Gragnolati, whose health system operates seven hospitals and serves 11 counties in New Jersey, said the use of ventilators is one area where care has changed. Early on, patients who were transferred to the intensive care unit with severe respiratory challenges from Covid-19 often were "immediately" put on ventilators, he said. 

"We realized that while that worked in many of the diseases and surgeries and things that we do, in this particular instance it wasn't working as well," he said. 

Doctors and nurses came to find that proning patients — putting them on their stomachs — was beneficial, Gragnolati said, as was using "high concentration of oxygen" through CPAP and BiPAP machines, which typically are used by patients with sleep apnea. 

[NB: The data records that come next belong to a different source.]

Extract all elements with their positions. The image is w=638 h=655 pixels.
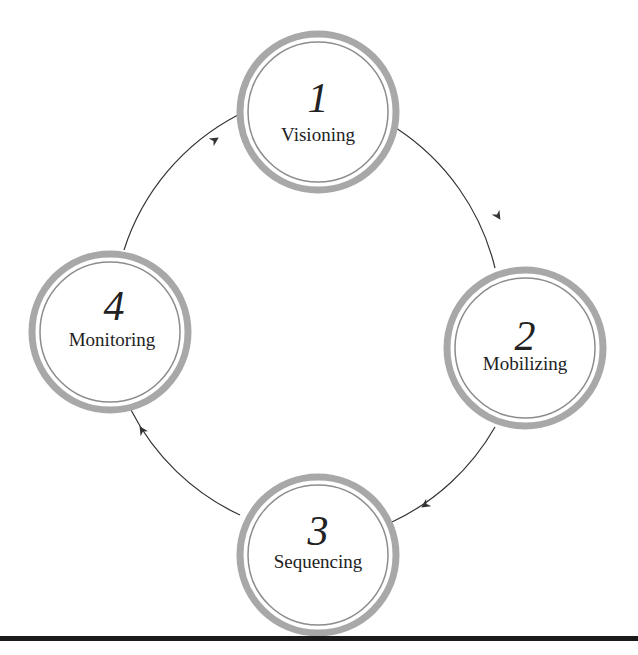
node-number: 1 <box>308 75 329 121</box>
node-sequencing: 3 Sequencing <box>240 477 396 633</box>
node-label: Mobilizing <box>483 353 568 374</box>
node-number: 4 <box>104 283 125 329</box>
arrow-2-to-3 <box>392 427 495 522</box>
arrowhead-1-to-2 <box>396 128 498 216</box>
arrow-1-to-2 <box>396 128 495 268</box>
cycle-diagram: 1 Visioning 2 Mobilizing 3 Sequencing 4 … <box>0 0 638 655</box>
node-mobilizing: 2 Mobilizing <box>447 270 603 426</box>
node-monitoring: 4 Monitoring <box>32 254 188 410</box>
node-label: Monitoring <box>69 329 156 350</box>
arrow-3-to-4 <box>131 410 240 515</box>
arrowhead-3-to-4 <box>142 430 240 515</box>
node-label: Visioning <box>281 124 355 145</box>
arrow-4-to-1 <box>124 115 238 250</box>
arrowhead-4-to-1 <box>124 140 215 250</box>
node-number: 3 <box>307 508 329 554</box>
bottom-rule <box>0 636 638 641</box>
node-label: Sequencing <box>274 551 363 572</box>
node-visioning: 1 Visioning <box>240 34 396 190</box>
arrowhead-2-to-3 <box>425 427 495 505</box>
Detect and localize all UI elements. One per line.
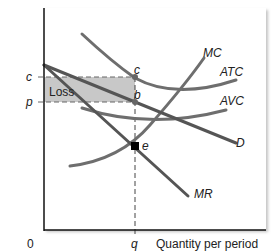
origin-label: 0: [27, 237, 34, 251]
x-axis-label: Quantity per period: [156, 237, 258, 251]
p-tick-label: p: [25, 95, 33, 109]
avc-label: AVC: [219, 94, 244, 108]
mr-label: MR: [194, 187, 213, 201]
point-e-label: e: [142, 139, 149, 153]
c-tick-label: c: [26, 70, 32, 84]
loss-minimization-chart: Dollars per unit c p Loss c b e MC ATC A…: [0, 0, 272, 252]
q-tick-label: q: [131, 237, 138, 251]
loss-label: Loss: [49, 85, 74, 99]
atc-label: ATC: [219, 65, 243, 79]
d-label: D: [236, 136, 245, 150]
point-e: [131, 142, 139, 150]
point-b-label: b: [134, 88, 141, 102]
mc-label: MC: [203, 46, 222, 60]
point-c-label: c: [134, 63, 140, 77]
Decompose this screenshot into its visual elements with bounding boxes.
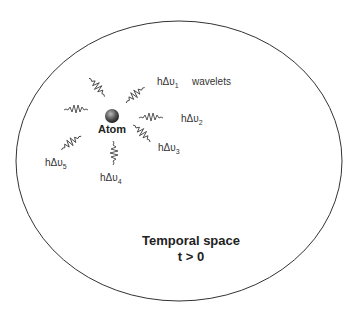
diagram-canvas: Atom hΔυ1 wavelets hΔυ2 hΔυ3 hΔυ4 hΔυ5 T…: [0, 0, 356, 317]
region-condition: t > 0: [178, 249, 204, 264]
wavelet-5: [59, 132, 83, 152]
wavelet-4-label: hΔυ4: [100, 172, 122, 185]
wavelet-5-label: hΔυ5: [45, 157, 67, 170]
region-title: Temporal space: [142, 233, 240, 248]
wavelet-3: [131, 122, 154, 145]
wavelet-3-label: hΔυ3: [158, 142, 180, 155]
atom-icon: [105, 109, 119, 123]
wavelet-1-label: hΔυ1: [157, 76, 179, 89]
wavelet-4: [110, 141, 118, 165]
atom-label: Atom: [98, 123, 126, 135]
wavelet-2-label: hΔυ2: [181, 113, 203, 126]
wavelets-label: wavelets: [191, 76, 231, 87]
wavelet-2: [139, 113, 163, 121]
wavelet-upper-left: [87, 75, 109, 99]
wavelet-left: [64, 105, 88, 113]
wavelet-1: [123, 84, 147, 106]
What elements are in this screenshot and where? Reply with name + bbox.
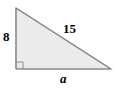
horizontal-leg-label: a [60,72,67,85]
triangle-graphic [0,0,117,88]
vertical-leg-label: 8 [3,30,10,43]
right-triangle-figure: 8 15 a [0,0,117,88]
hypotenuse-label: 15 [63,22,76,35]
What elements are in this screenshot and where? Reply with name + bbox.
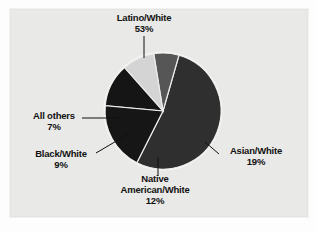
pie-label-black-white-name: Black/White — [35, 148, 87, 159]
pie-label-black-white-value: 9% — [20, 159, 102, 170]
pie-label-all-others: All others 7% — [18, 110, 90, 132]
pie-label-native-american-white-value: 12% — [107, 195, 203, 206]
pie-label-native-american-white: Native American/White 12% — [107, 173, 203, 206]
pie-label-all-others-name: All others — [33, 110, 75, 121]
pie-label-black-white: Black/White 9% — [20, 148, 102, 170]
pie-label-native-american-white-line1: Native — [141, 173, 168, 184]
pie-label-all-others-value: 7% — [18, 121, 90, 132]
pie-label-asian-white: Asian/White 19% — [214, 145, 298, 167]
pie-label-latino-white-name: Latino/White — [117, 12, 172, 23]
pie-label-asian-white-value: 19% — [214, 156, 298, 167]
pie-label-latino-white-value: 53% — [96, 23, 192, 34]
pie-label-latino-white: Latino/White 53% — [96, 12, 192, 34]
pie-label-native-american-white-line2: American/White — [107, 184, 203, 195]
pie-label-asian-white-name: Asian/White — [230, 145, 282, 156]
screenshot-root: Latino/White 53% All others 7% Black/Whi… — [0, 0, 316, 232]
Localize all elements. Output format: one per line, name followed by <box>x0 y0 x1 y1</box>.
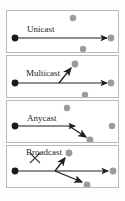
panel-anycast: Anycast <box>6 100 119 143</box>
node-target-right <box>110 168 117 175</box>
panel-list: Unicast Multicast <box>0 10 125 190</box>
node-target-right <box>108 35 115 42</box>
node-idle-bottom <box>80 46 86 52</box>
panel-broadcast: Broadcast <box>6 145 119 188</box>
panel-broadcast-diagram <box>7 146 120 187</box>
node-target-bottom <box>87 137 94 142</box>
arrow-broadcast-down <box>55 171 82 182</box>
node-source <box>12 35 19 42</box>
node-target-bottom <box>84 182 91 187</box>
arrow-broadcast-up <box>55 158 65 171</box>
arrow-multicast-branch <box>59 68 71 83</box>
node-idle-right <box>109 123 115 129</box>
node-target-top <box>66 150 73 157</box>
node-idle-bottom <box>82 92 88 97</box>
panel-multicast-diagram <box>7 56 120 97</box>
panel-label-multicast: Multicast <box>26 69 60 78</box>
figure-caption-strip: 图 1-8 单播、多播、任播和广播 <box>0 0 125 9</box>
figure-container: 图 1-8 单播、多播、任播和广播 Unicast <box>0 0 125 201</box>
panel-anycast-diagram <box>7 101 120 142</box>
panel-label-anycast: Anycast <box>27 114 57 123</box>
node-idle-top <box>70 15 76 21</box>
panel-label-broadcast: Broadcast <box>26 148 62 157</box>
panel-multicast: Multicast <box>6 55 119 98</box>
panel-unicast-diagram <box>7 11 120 52</box>
arrow-anycast-branch <box>69 126 86 137</box>
node-target-right <box>108 80 115 87</box>
node-target-top <box>72 61 79 68</box>
figure-caption-text: 图 1-8 单播、多播、任播和广播 <box>2 0 125 2</box>
node-source <box>12 80 19 87</box>
node-source <box>12 123 19 130</box>
panel-unicast: Unicast <box>6 10 119 53</box>
node-idle-top <box>64 105 70 111</box>
node-source <box>12 168 19 175</box>
panel-label-unicast: Unicast <box>27 25 55 34</box>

As a result, complications related to long-term ventilator use have "really changed and that's driven down dramatically both the mortality but also the length of stay in our ICUs," said Gragnolati, who is also past chairman of the American Hospital Association's board of trustees

A second lesson deals with the use of drugs such as Gilead Sciences' antiviral remdesivir, according to Gragnolati. Although the company says more research on remdesivir needs to be done, an initial study showed it can reduce the risk of death for severely sick coronavirus patients. 

"Initially, we were using it once patients were on ventilators. Now we're using it a little earlier in the process and that has had some very positive results," Gragnolati said. "We continue to learn, and we continue to share those ideas and that really has made a big, big difference." 

Gragnolati's comments follow weeks of growing Covid-19 cases and hospitalizations in the U.S., after the initial surge of the virus hit Northeast states such as New York and New Jersey particularly hard.

Deaths in certain parts of the country such as Texas and California also have seen upticks. But experts say the increased understanding of how to treat Covid-19 like those Gragnolati mentioned, combined with more younger people becoming infected, may help prevent death rates from returning to levels from March and April. 

There are nearly 3.9 million confirmed cases of Covid-19 in the U.S., according to Johns Hopkins University. More than 141,000 people have died.